Early last decade, when writing about Spain’s fiscal crisis, I pointed out that the country got in trouble for the same reason Greece got in trouble.
Simply stated, government spending grew faster than the private economy. And when nations violate fiscal policy’s Golden Rule, that means a growing fiscal burden and – if maintained for a long-enough period of time – a recipe for chaos.
Spain managed to get past that crisis, thanks to indirect bailouts and some belated spending restraint.
But some politicians in the country didn’t learn from that experience. The nation now has a hard-left government that is going to test how long it takes to create another fiscal crisis.
And even establishment-oriented experts are worried. In an article last June for the Bulwark, Desmond Lachman and John Kearns warned that Spanish politicians were putting the nation in a precarious fiscal position.
Spain’s economy was painfully slow to recover from its 2008 economic recession, which saw its GDP drop by 4 percent. …Over the past decade, a major reason for Spain’s poor economic performance was its need to mend its public finances, which were seriously compromised by the collapse of its housing bubble… Spain’s coronavirus-induced recession could now make the 2008 housing market collapse look like a minor speed bump. …Spain’s GDP is projected to contract by almost 13 percent. As in 2008, Spanish public finances will be sure to suffer… the country’s public-debt-to-GDP ratio will by the end of this year jump to 120 percent—a level appreciably above its 2010 peak. …Another disturbing projection is the toll that the recession will take on its banking system… It does not inspire confidence that Spanish banks entered the present crisis with among the slimmest capital reserves in Europe.
At the risk of understatement, no sensible person should have confidence in any aspect of Spain’s economy, not just the banking system.
A few days ago, Daniel Raisbeck authored a column for Reason about the country’s downward spiral to statism.
The PSOE-Podemos coalition is not only Spain’s most left-wing government since the country restored democracy after dictator Francisco Franco’s death in 1975; currently, it’s also the most leftist government in the entire European Union (E.U.). As you would expect, this has brought about a barrage of progressive pet projects…a torrent of debt, public spending, and tax increases. …The government’s budget for 2021 also includes record levels of spending after the executive raised the ceiling on non-financial expenditures by over 50 percent. …The Spanish government has also taken advantage of the current crisis to impose drastic tax hikes. These include a “tax harmonization” scheme—a euphemism for getting rid of fiscal competition—that would end the freedom of autonomous communities, the largest political and administrative units in Spain, to set their own policies in terms of wealth, inheritance, and income taxes, the last of which consist of both a national and a regional rate.
Let’s now look at a few additional passages from the article.
One of the reasons I oppose fiscal centralization in Europe is that it will subsidize more bad policy. Which is now happening.
Spain’s spending spree will be subsidized with €140 billion ($172 billion) of E.U. money, part of a “recovery fund” agreed upon last July at an emergency summit in Brussels.
It’s also worth noting that higher taxes don’t necessarily produce more revenue.
This is a lesson Spanish politicians already should have learned because of mistakes by the central government.
They also have evidence at the regional level. Catalonia has a bigger population than Madrid and imposes higher tax rates, but it collects less revenue.
…although Madrid…charges some of the country’s lowest rates for inheritance and income taxes, the region raises €900 million ($1.1 billion) more in taxes per year than the far more interventionist Catalonia according to economist José María Rotellar.
As you might expect, politicians in Catalonia grouse that Madrid’s lower tax rates are “fiscal dumping” and they argue in favor of tax harmonization.
Madrid’s leading lawmaker has a very deft response.
…the Republican Left of Catalonia, the pro-Catalan independence party that allowed Sánchez to become president, recently accused Madrid of practicing “fiscal dumping.” …Isabel Díaz Ayuso, the Popular Party president of the Community of Madrid, stated that “if Catalonia wants fiscal harmonization, they should reduce their own taxes,” a reference to that region’s notoriously high taxation levels.
Touche!
Let’s close by returning to the big-picture topic of whether it’s a good idea for Spain’s government to expand the nation’s fiscal burden.
The leftists politicians currently in charge make the usual class-warfare arguments about helping the poor and penalizing the rich. Whenever I hear that kind of nonsense, I’m reminded of this jaw-dropping story about how people with modest incomes are being strangled by statism.
Imagine only making €1000 per month and losing two-thirds of your income to government?!?
No wonder Spaniards come up with clever ways of lowering their tax burdens.
P.S. The current government of Spain may be naive (or malicious) about taxes, but there are some sensible economists at the country’s central bank who have written about the negative impact of higher tax rates.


# ABOUT THIS EXERCISE
Set the listing down unchanged, minus every embedded image.

----------

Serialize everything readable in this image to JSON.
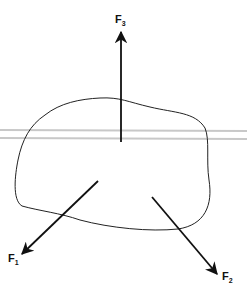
{
  "diagram": {
    "type": "free-body-diagram",
    "forces": [
      {
        "id": "F1",
        "label": "F",
        "subscript": "1",
        "direction": "down-left"
      },
      {
        "id": "F2",
        "label": "F",
        "subscript": "2",
        "direction": "down-right"
      },
      {
        "id": "F3",
        "label": "F",
        "subscript": "3",
        "direction": "up"
      }
    ],
    "colors": {
      "line": "#111111",
      "plane": "#c8c8c8",
      "background": "#ffffff"
    }
  }
}
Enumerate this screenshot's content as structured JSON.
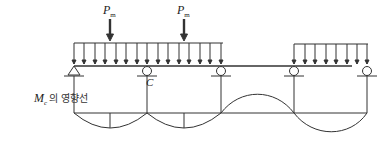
{
  "diagram": {
    "type": "influence-line-diagram",
    "loads": {
      "point_load_1": {
        "symbol": "P",
        "subscript": "m"
      },
      "point_load_2": {
        "symbol": "P",
        "subscript": "m"
      },
      "distributed_load_span_1": "uniform",
      "distributed_load_span_3": "uniform"
    },
    "support_label_c": "C",
    "influence_line_label": {
      "symbol": "M",
      "subscript": "c",
      "text": "의 영향선"
    },
    "colors": {
      "line": "#333333",
      "background": "#ffffff"
    }
  }
}
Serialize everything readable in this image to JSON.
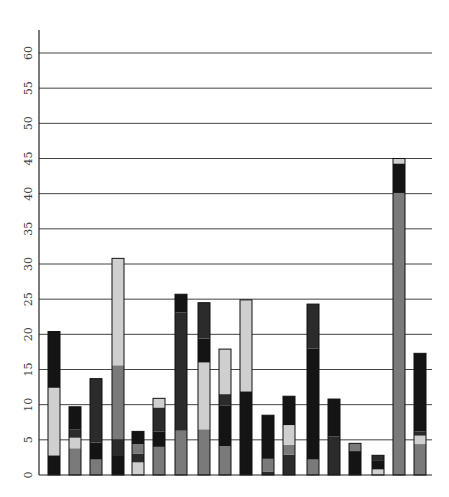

----------

# EXPECTED ANSWER
Serialize everything readable in this image to JSON.
{
  "diagram": {
    "type": "free-body-diagram",
    "forces": [
      {
        "id": "F1",
        "label": "F",
        "subscript": "1",
        "direction": "down-left"
      },
      {
        "id": "F2",
        "label": "F",
        "subscript": "2",
        "direction": "down-right"
      },
      {
        "id": "F3",
        "label": "F",
        "subscript": "3",
        "direction": "up"
      }
    ],
    "colors": {
      "line": "#111111",
      "plane": "#c8c8c8",
      "background": "#ffffff"
    }
  }
}
Enumerate this screenshot's content as structured JSON.
{
  "diagram": {
    "type": "influence-line-diagram",
    "loads": {
      "point_load_1": {
        "symbol": "P",
        "subscript": "m"
      },
      "point_load_2": {
        "symbol": "P",
        "subscript": "m"
      },
      "distributed_load_span_1": "uniform",
      "distributed_load_span_3": "uniform"
    },
    "support_label_c": "C",
    "influence_line_label": {
      "symbol": "M",
      "subscript": "c",
      "text": "의 영향선"
    },
    "colors": {
      "line": "#333333",
      "background": "#ffffff"
    }
  }
}
Serialize everything readable in this image to JSON.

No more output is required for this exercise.